Firstly, let’s throw some science your way.
When people say ‘global warming’, they often refer to the phenomenon of ‘anthropogenic climate change’, which is the rise in average temperatures around the Earth since the late 19th Century. Temperatures over land and ocean have gone up 0.8° Celsius, on average, in that time.
Climate scientists believe this increase in temperature has been driven by extra greenhouse gases that have been pumped into the atmosphere since the Industrial Revolution. Greenhouse gases like carbon dioxide heat the planet up by trapping the heat of the sun’s rays in our atmosphere instead of allowing it to escape back out to space. Our use of fossil fuels has pumped even more of these gases into the atmosphere warming the planet considerably.
Global warming also refers to what climate researchers think will happen if we continue adding greenhouse gases to the atmosphere. The Intergovernmental Panel on Climate Change (IPCC) projected a worrying scenario in 2013 that saw temperatures rising between two and four degrees by the end of the century.
And now for what all that means.
Although this change sounds ridiculously small it would still have disastrous consequences around the world. A two degree rise in temperature would be enough to cause wide spread drought, increased flooding, extinctions, and any number of ecological disasters. Furthermore the melting of the world’s sea ice is throwing the natural weather systems, which are controlled by the sea, out of balance.

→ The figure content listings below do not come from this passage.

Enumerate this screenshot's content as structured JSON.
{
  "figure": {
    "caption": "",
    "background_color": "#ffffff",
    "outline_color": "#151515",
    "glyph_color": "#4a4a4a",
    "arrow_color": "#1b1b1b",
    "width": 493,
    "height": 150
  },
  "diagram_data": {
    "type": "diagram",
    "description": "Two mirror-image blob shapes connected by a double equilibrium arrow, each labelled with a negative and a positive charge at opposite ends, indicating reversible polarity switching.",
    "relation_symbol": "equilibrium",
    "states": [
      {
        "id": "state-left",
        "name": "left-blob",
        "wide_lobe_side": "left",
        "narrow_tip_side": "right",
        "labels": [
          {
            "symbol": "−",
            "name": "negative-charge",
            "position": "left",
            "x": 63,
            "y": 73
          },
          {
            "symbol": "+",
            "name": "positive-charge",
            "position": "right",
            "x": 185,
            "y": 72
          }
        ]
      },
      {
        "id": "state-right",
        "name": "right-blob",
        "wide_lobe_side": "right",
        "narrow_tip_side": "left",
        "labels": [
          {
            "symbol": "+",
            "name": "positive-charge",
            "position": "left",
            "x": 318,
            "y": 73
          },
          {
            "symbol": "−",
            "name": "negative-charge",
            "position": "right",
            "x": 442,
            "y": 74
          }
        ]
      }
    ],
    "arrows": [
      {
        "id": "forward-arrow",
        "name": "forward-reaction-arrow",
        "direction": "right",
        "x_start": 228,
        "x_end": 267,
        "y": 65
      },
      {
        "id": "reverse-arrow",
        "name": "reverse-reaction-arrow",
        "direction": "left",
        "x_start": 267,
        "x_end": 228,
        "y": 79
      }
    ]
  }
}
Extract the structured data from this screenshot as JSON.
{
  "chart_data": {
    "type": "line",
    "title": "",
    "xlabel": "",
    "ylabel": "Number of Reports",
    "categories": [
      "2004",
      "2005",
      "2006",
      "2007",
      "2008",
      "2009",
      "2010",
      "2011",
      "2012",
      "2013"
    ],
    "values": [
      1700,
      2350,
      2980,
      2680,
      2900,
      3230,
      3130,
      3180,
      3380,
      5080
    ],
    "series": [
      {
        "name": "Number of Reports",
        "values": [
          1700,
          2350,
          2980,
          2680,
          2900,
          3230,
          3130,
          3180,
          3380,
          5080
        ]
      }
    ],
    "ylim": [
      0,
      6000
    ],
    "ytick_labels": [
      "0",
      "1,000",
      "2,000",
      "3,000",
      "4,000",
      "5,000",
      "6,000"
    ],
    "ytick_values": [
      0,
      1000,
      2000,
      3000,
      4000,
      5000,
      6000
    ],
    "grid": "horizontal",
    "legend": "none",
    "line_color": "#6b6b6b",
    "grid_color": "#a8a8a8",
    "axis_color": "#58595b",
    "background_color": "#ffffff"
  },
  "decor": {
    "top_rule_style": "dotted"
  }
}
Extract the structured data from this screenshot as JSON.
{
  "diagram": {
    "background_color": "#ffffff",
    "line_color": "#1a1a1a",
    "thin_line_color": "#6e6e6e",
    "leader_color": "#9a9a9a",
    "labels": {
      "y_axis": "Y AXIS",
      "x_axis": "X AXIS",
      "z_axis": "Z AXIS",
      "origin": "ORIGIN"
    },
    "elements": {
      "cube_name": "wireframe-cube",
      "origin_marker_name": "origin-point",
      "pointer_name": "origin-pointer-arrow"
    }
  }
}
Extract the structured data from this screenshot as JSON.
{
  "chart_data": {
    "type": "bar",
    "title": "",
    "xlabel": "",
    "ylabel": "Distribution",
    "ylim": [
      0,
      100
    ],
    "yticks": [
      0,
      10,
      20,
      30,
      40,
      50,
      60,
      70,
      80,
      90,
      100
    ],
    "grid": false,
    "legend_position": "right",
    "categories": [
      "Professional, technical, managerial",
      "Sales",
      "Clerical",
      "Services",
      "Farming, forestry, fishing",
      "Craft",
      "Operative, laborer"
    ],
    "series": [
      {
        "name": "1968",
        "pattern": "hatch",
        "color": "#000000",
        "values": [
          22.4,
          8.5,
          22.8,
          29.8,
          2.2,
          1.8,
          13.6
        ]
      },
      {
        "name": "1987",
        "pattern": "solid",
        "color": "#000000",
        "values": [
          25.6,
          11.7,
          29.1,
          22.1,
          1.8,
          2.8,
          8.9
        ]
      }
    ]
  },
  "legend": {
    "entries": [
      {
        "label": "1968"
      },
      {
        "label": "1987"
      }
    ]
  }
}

The potential impact on humans are also extremely concerning. Shifting patterns of weather would impact our ability to reliably grow food and farm, potentially leading to food shortages. Deserts would grow in size and there are also concerns that a number of low lying cities would be submerged as sea level increases. All of this would cause the displacement of hundreds of thousands of people who would no doubt attempt to move to better places creating a refugee crisis beyond imagining. This would further stress the remaining available resources such as food further compounding the situation.
Climate change deniers will claim that there are natural shifts in the Earth’s climate, and that’s just what we’re experiencing now. What they never mention is that the Earth’s natural climate variation takes millennia not centuries. The speed of changing climate is the concern, not the change, and perhaps even hints at a feedback mechanism within Earth’s climate system that we don’t yet understand.
To avoid the potentially apocalyptic effects of climate change we’d need a complete change how we produce power. Fossil fuels currently provide 87 per cent of the world’s energy. To cut out emissions this century, we’d have to replace most of that with low-carbon sources like wind, solar, nuclear, geothermal, or carbon capture.
Right now that seems an impossible attack and there are huge technological and political hurdles standing in the way. So the world’s nations have been slow to act on global warming, it’s a genuinely difficult issue to tackle, and efforts to revamp the energy system often encounter heavy opposition but it’s a threat that we can no longer ignore.
More of a concept than a journalist, Tom Percival was forged in the bowels of Salford University from which he emerged grasping a Masters in journalism.
Since then his rise has been described by himself as ‘meteoric’ rising to the esteemed rank of Social Editor at UNILAD as well as working at the BBC, Manchester Evening News, and ITV.
He credits his success to three core techniques, name repetition, personality mirroring, and never breaking off a handshake.